Fjord
Romanian director Cristian Mungiu asks the important questions at this year’s festival. What is violence: where does it start, and who has the right to enforce it? What is the difference between the act of a parent disciplining their child, and that of a state disciplining its citizens?
The Gheorghiu family move from Romania to Lisbeth’s native Norway. Soon, there are a few hiccups, when the school’s progressive leaning clashes with the children’s religious upbringing. Matters escalate when bruises on the eldest’s body have the authorities rush to judgment.
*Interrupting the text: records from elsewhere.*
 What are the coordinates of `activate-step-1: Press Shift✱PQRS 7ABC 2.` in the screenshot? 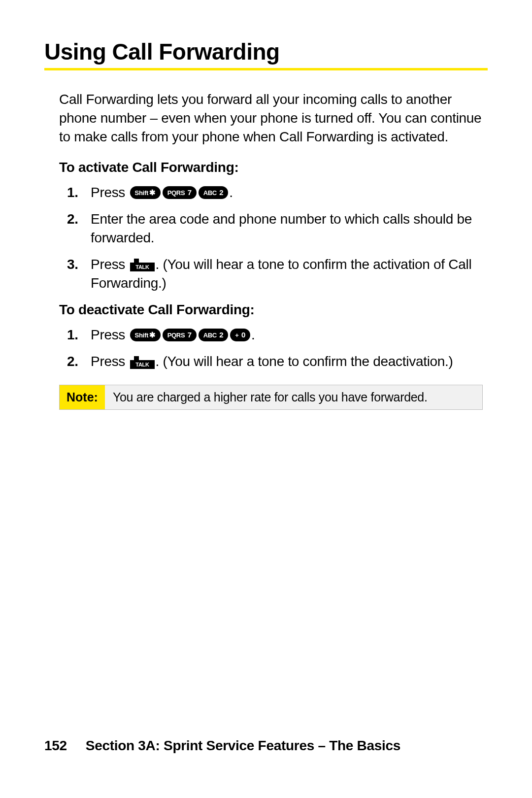 It's located at (287, 193).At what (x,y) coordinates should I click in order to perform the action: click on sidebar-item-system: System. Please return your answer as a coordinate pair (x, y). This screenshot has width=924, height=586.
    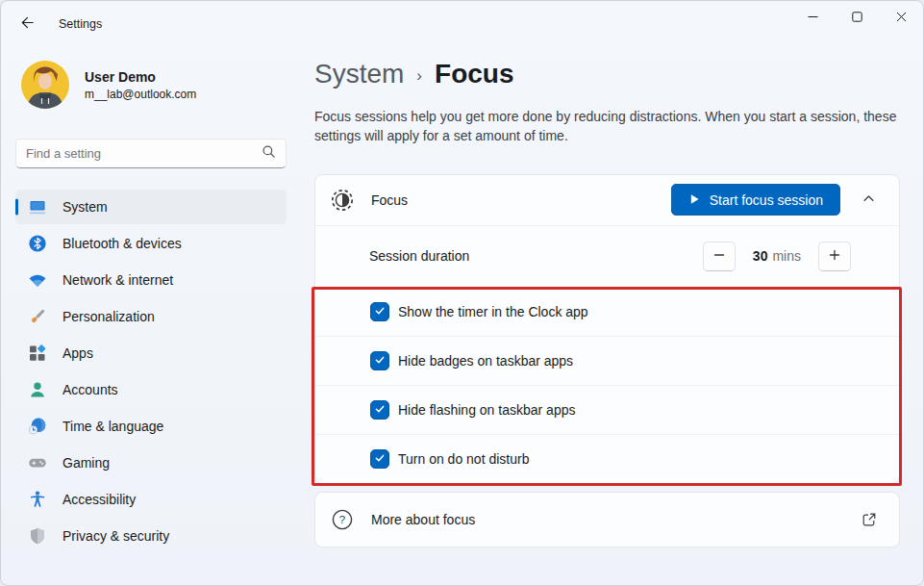
    Looking at the image, I should click on (151, 207).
Fjord not only marks the reunion of A Different Man‘s power pairing Renate Reinsve and Sebastian Stan, but also the latter’s debut acting in his mother tongue. Both are near-unrecognisable in this film, as Mangiu deliberately undercuts their innate charisma and attractive features. A far cry from his fierce superhero persona, Stan sports a bald head and drifts through his scenes with a quiet resignation. Reinsve, too, has never been so muted: Lisbeth’s unflattering wardrobe, headbands and glasses lend her a recessive presence. There is none of the actress’s usual command of the screen; instead, the reflection of a character overwhelmed by forces beyond her control.
The camera is kept at a safe distance from its cast, on a clear mission to bear witness to the events as unobtrusively and impartial as possible. This places restrictions on its leads, who are rendered unable to be as expressive as we know them to be. In this adaptability to the director’s cinematic language lies their real strength as performers.
Mungiu’s scalpel of a script is attentive to the intricacies of cultural bias, discrimination, and ignorance, alongside moments of honest curiosity, which make up the children’s interactions with their new peers. Within the charged atmosphere, the absurdity of institutions unequipped to deal with human nuance occasionally also allows for a quiet humour to seep through, though never overpowering the narrative.
At the press conference in Cannes, the director made sure to stress that this film is not about the conflict between two nations, and that the legislature he based the story around has been changed in recent years. Nevertheless, audiences will recognise the systems in place as universal, and should be reminded of the sentiment, which proclaims the measure of civilisation to be found in its treatment of the most vulnerable members.
A perfect successor to Palme d’Or-winning Anatomy of a Fall, this Romanian-Scandinavian co-production turns the legal framework into a lens for examining both human complexities and the moral assumptions of a society. Perhaps one of the most vital films about democratic values in recent years, Fjord is one to go beyond potential prizes at individual festivals, and bound to leave a mark in contemporary cinema.
Selina Sondermann
Read more reviews from our Cannes Film Festival 2026 coverage here.
For further information about the event, visit the Cannes Film Festival website here.